Glossary

Adaptive State Sharding

Hard

Used by Elrond, Adaptive State Sharding is an approach that combines all types of sharding into one to improve communication and performance.

What Is Adaptive State Sharding?

There are three types of sharding: state, transactions, and network. Elrond’s approach to Blockchain sharding involves the combination of all three types – and is given the name of adaptive state sharding. Combining the advantages of all three types of sharding results in an optimal mechanism. The result enables parallel processing – improves communication inside the shards – and eventually enhances performance.
The current problem in blockchain technology is that it fails to properly scale for certain applications, like banking, supply chain management, and big data analytics. Elrond’s adaptive state sharding gives a mechanism for blockchain that can improve its performance in terms of throughput and scalability.

To better understand adaptive state sharding, it’s essential to understand sharding first.

Sharding is a horizontal partitioning of data in a database or search engine. The word shard means split and refers to splitting data into smaller chunks that can be stored on different machines, allowing horizontal scaling. Like transaction processing and block processing, sharding has been possible for quite some time, but not at the scale it needs to be at for blockchain adoption. With the advent of blockchain technology and smart contracts, we have a real use case of sharding that can be used to break up transactions, blocks, and other relevant data into smaller pieces that can be processed by nodes with limited resources.

Adaptive sharding is a database partitioning technique that allows horizontal scaling of databases by automatically moving data across servers as the load on the system increases or decreases. 

At the network level, sharding occurs to distribute nodes into segments. It happens at the transaction level while all nodes together retain the entirety of the blockchain. Another sharding that takes place is at the state level. This leads to the processing and verification of more transactions at the same time. 

The dynamic adaptive state sharding model allows for adaptation to an increasing or decreasing number of nodes without compromising the decentralization and security of the network. 

Elrond has done well by demonstrating a new approach to sharding, which increases security and throughput and reduces delays. Its approach has the potential, but only time will tell how much adaptive state sharding helps solve the blockchain systems scalability problem.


» **WHAT IS NEEDED**: Each record below should appear again exactly as written.

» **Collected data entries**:
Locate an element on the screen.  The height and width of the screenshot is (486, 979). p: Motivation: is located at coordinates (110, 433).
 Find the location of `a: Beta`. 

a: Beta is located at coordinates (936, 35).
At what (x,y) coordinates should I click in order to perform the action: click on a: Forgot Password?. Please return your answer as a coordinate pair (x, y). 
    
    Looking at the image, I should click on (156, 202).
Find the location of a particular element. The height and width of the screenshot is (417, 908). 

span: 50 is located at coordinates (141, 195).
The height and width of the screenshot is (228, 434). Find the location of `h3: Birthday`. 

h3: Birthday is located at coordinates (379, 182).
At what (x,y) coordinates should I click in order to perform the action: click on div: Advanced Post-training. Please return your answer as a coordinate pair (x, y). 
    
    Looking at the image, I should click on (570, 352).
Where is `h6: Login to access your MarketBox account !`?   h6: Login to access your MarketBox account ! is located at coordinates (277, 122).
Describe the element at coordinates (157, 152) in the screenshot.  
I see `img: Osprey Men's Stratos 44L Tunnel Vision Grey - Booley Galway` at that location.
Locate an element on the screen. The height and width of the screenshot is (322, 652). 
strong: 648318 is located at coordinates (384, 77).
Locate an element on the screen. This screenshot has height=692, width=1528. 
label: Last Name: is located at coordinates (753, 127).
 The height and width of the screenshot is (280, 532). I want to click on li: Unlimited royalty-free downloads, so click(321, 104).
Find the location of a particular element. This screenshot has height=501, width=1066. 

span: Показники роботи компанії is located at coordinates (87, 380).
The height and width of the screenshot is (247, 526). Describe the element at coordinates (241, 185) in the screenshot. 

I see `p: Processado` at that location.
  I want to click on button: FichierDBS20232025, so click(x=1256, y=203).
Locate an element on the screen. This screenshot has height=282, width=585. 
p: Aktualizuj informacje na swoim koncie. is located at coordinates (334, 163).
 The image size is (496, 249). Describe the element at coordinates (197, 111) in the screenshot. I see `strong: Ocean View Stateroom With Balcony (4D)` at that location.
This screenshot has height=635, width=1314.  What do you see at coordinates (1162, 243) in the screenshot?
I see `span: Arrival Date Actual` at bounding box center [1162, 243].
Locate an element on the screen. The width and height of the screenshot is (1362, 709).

» **EXPECTED ANSWER**:
Locate an element on the screen.  The height and width of the screenshot is (486, 979). p: Motivation: is located at coordinates (110, 433).
 Find the location of `a: Beta`. 

a: Beta is located at coordinates (936, 35).
At what (x,y) coordinates should I click in order to perform the action: click on a: Forgot Password?. Please return your answer as a coordinate pair (x, y). 
    
    Looking at the image, I should click on (156, 202).
Find the location of a particular element. The height and width of the screenshot is (417, 908). 

span: 50 is located at coordinates (141, 195).
The height and width of the screenshot is (228, 434). Find the location of `h3: Birthday`. 

h3: Birthday is located at coordinates (379, 182).
At what (x,y) coordinates should I click in order to perform the action: click on div: Advanced Post-training. Please return your answer as a coordinate pair (x, y). 
    
    Looking at the image, I should click on (570, 352).
Where is `h6: Login to access your MarketBox account !`?   h6: Login to access your MarketBox account ! is located at coordinates (277, 122).
Describe the element at coordinates (157, 152) in the screenshot.  
I see `img: Osprey Men's Stratos 44L Tunnel Vision Grey - Booley Galway` at that location.
Locate an element on the screen. The height and width of the screenshot is (322, 652). 
strong: 648318 is located at coordinates (384, 77).
Locate an element on the screen. This screenshot has height=692, width=1528. 
label: Last Name: is located at coordinates (753, 127).
 The height and width of the screenshot is (280, 532). I want to click on li: Unlimited royalty-free downloads, so click(321, 104).
Find the location of a particular element. This screenshot has height=501, width=1066. 

span: Показники роботи компанії is located at coordinates (87, 380).
The height and width of the screenshot is (247, 526). Describe the element at coordinates (241, 185) in the screenshot. 

I see `p: Processado` at that location.
  I want to click on button: FichierDBS20232025, so click(x=1256, y=203).
Locate an element on the screen. This screenshot has height=282, width=585. 
p: Aktualizuj informacje na swoim koncie. is located at coordinates (334, 163).
 The image size is (496, 249). Describe the element at coordinates (197, 111) in the screenshot. I see `strong: Ocean View Stateroom With Balcony (4D)` at that location.
This screenshot has height=635, width=1314.  What do you see at coordinates (1162, 243) in the screenshot?
I see `span: Arrival Date Actual` at bounding box center [1162, 243].
Locate an element on the screen. The width and height of the screenshot is (1362, 709).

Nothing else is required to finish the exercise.